The other main concept was the ultimate winner. Transitioning Luna to a fresh, new business brand with a professional, tech feel and, critically, would appeal to our key audience of mid-size companies through to corporates. A more significant change from the old branding but done for the right reasons.

The first part of the Strategy Phase is about considering the alternative concepts and deciding on the best fit. Then the second part is to develop the chosen direction into a working brand strategy, ready for the Creative Phase and the detailed identity design and styling.

Product branding

Integral to the strategic thinking was to identify the primary services we wanted to promote, namely:

  • Consultative Branding referenced previously but now spotlighted as core to our strategic-led brand work.
  • Mergers & Acquisitions which has become central to our offer with global clients.
  • Brand Development focused on long term brand building to differentiate us from the short-term focused promotional campaign brand agencies.
  • Rebranding Projects had always been important and remain key to our project work.

To provide added focus to our B2B branding it made sense to go further and create a set of Product Brands, showcasing our speciality services and reinforcing that we are not a generalist agency or a one-top shop. There are plenty of people with that positioning. Our market position is niche, expert and specialist strategy-led branding.

Storytelling

Our own brand story is based around a key set of messaging themes that we want to communicate to clients and prospects. They underpin our brand and the way that we talk about ourselves online, on social platforms, in client engagement and networking, and across all of our marketing.
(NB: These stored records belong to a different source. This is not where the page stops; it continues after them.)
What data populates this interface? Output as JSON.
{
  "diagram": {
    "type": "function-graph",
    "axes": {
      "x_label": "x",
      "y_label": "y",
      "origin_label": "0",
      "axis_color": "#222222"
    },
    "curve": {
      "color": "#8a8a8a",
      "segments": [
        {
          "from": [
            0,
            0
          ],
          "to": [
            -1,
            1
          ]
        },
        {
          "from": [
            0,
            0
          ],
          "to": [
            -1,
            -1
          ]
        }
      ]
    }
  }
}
These messaging themes are:

  • Fully B2B focused is important as previously we had said that we are brand specialists not sector specific and we’re happy to pitch for consumer brand projects as well. Having analysed our client base it was clear that not only should we develop our B2B expertise but we also have a predominant project experience in Tech, Built Environment and Professional Services. These sectors are now our priority for new business development .
  • Global client base is emphasised far more now as we have recognisable expertise with big corporate clients who want brand consultants they can depend on. Branding in the Mergers and Acquisitions area is a classic example of this.
  • Strategy-led to differentiate ourselves from the vast number of creative-led brand agencies. Everyone does brand but usually with a direction or service focus (e.g. website, digital, promotional, experiential etc.) Our direction and skill set is focused on strategic branding.

Creative Phase

The new brand style and identity is designed to show the contemporary, professional nature of the Luna brand. In changing from such distinctive imagery with the StreetArt approach, we wanted to achieve an engaging design and opted for the use of a graduated two colour creative with flowing lines underneath.
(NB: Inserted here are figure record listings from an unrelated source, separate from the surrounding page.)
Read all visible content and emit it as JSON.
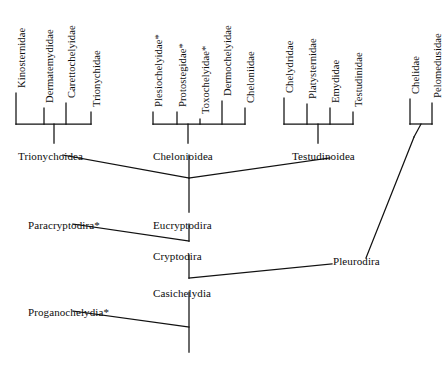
{
  "diagram": {
    "type": "cladogram",
    "title": "",
    "line_color": "#111111",
    "background_color": "#ffffff",
    "extinct_marker": "*",
    "terminal_taxa": [
      {
        "label": "Kinosternidae",
        "x": 16,
        "tip_y": 93,
        "label_y": 88
      },
      {
        "label": "Dermatemydidae",
        "x": 44,
        "tip_y": 108,
        "label_y": 88
      },
      {
        "label": "Carettochelyidae",
        "x": 66,
        "tip_y": 103,
        "label_y": 88
      },
      {
        "label": "Trionychidae",
        "x": 91,
        "tip_y": 112,
        "label_y": 88
      },
      {
        "label": "Plesiochelyidae*",
        "x": 153,
        "tip_y": 112,
        "label_y": 88
      },
      {
        "label": "Protostegidae*",
        "x": 177,
        "tip_y": 112,
        "label_y": 88
      },
      {
        "label": "Toxochelyidae*",
        "x": 200,
        "tip_y": 119,
        "label_y": 88
      },
      {
        "label": "Dermochelyidae",
        "x": 222,
        "tip_y": 101,
        "label_y": 88
      },
      {
        "label": "Cheloniidae",
        "x": 245,
        "tip_y": 108,
        "label_y": 88
      },
      {
        "label": "Chelydridae",
        "x": 284,
        "tip_y": 98,
        "label_y": 88
      },
      {
        "label": "Platysternidae",
        "x": 307,
        "tip_y": 104,
        "label_y": 88
      },
      {
        "label": "Emydidae",
        "x": 330,
        "tip_y": 108,
        "label_y": 88
      },
      {
        "label": "Testudinidae",
        "x": 353,
        "tip_y": 112,
        "label_y": 88
      },
      {
        "label": "Chelidae",
        "x": 410,
        "tip_y": 99,
        "label_y": 88
      },
      {
        "label": "Pelomedusidae",
        "x": 432,
        "tip_y": 103,
        "label_y": 88
      }
    ],
    "clade_labels": [
      {
        "name": "Trionychoidea",
        "label": "Trionychoidea",
        "x": 18,
        "y": 150
      },
      {
        "name": "Chelonioidea",
        "label": "Chelonioidea",
        "x": 153,
        "y": 150
      },
      {
        "name": "Testudinoidea",
        "label": "Testudinoidea",
        "x": 292,
        "y": 150
      },
      {
        "name": "Paracryptodira",
        "label": "Paracryptodira*",
        "x": 28,
        "y": 219
      },
      {
        "name": "Eucryptodira",
        "label": "Eucryptodira",
        "x": 153,
        "y": 219
      },
      {
        "name": "Cryptodira",
        "label": "Cryptodira",
        "x": 153,
        "y": 250
      },
      {
        "name": "Pleurodira",
        "label": "Pleurodira",
        "x": 333,
        "y": 255
      },
      {
        "name": "Casichelydia",
        "label": "Casichelydia",
        "x": 153,
        "y": 287
      },
      {
        "name": "Proganochelydia",
        "label": "Proganochelydia*",
        "x": 28,
        "y": 306
      }
    ]
  }
}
This approach has the added benefit of being able to create a set of layouts that can be used across our marketing comms (website, brochure, proposals, presentations.)

Examples of brand layouts

Logo Design

Having evaluated our brand logo within our overall brand identity design, we decided to retain the logo as it had value and was easily recognised. So we gave it a facelift by thinning the letters and increasing the visibility of the word branding.

We also decided to go with a two primary colour palette and to move away from the four bright colours that was a better fit for the more creative branding approach we had at launch. Now we want a more business-like and contemporary look.

Conclusion

Hopefully, this will give you a feel for what it means when a Rebranding Specialist Agency rebrands itself. Central to it all is remembering the brand classics: you have to be authentic (to create a brand that properly represents who you are), you have to be distinctive (to find a visual style that not only stands out but is a true visual representation of your business approach) and you need to be honest (no flannel, bluff or unrealistic claims, just how you can help in the way that you choose to operate.) It was a blast rebranding ourselves and posing all those difficult questions that we had to answer!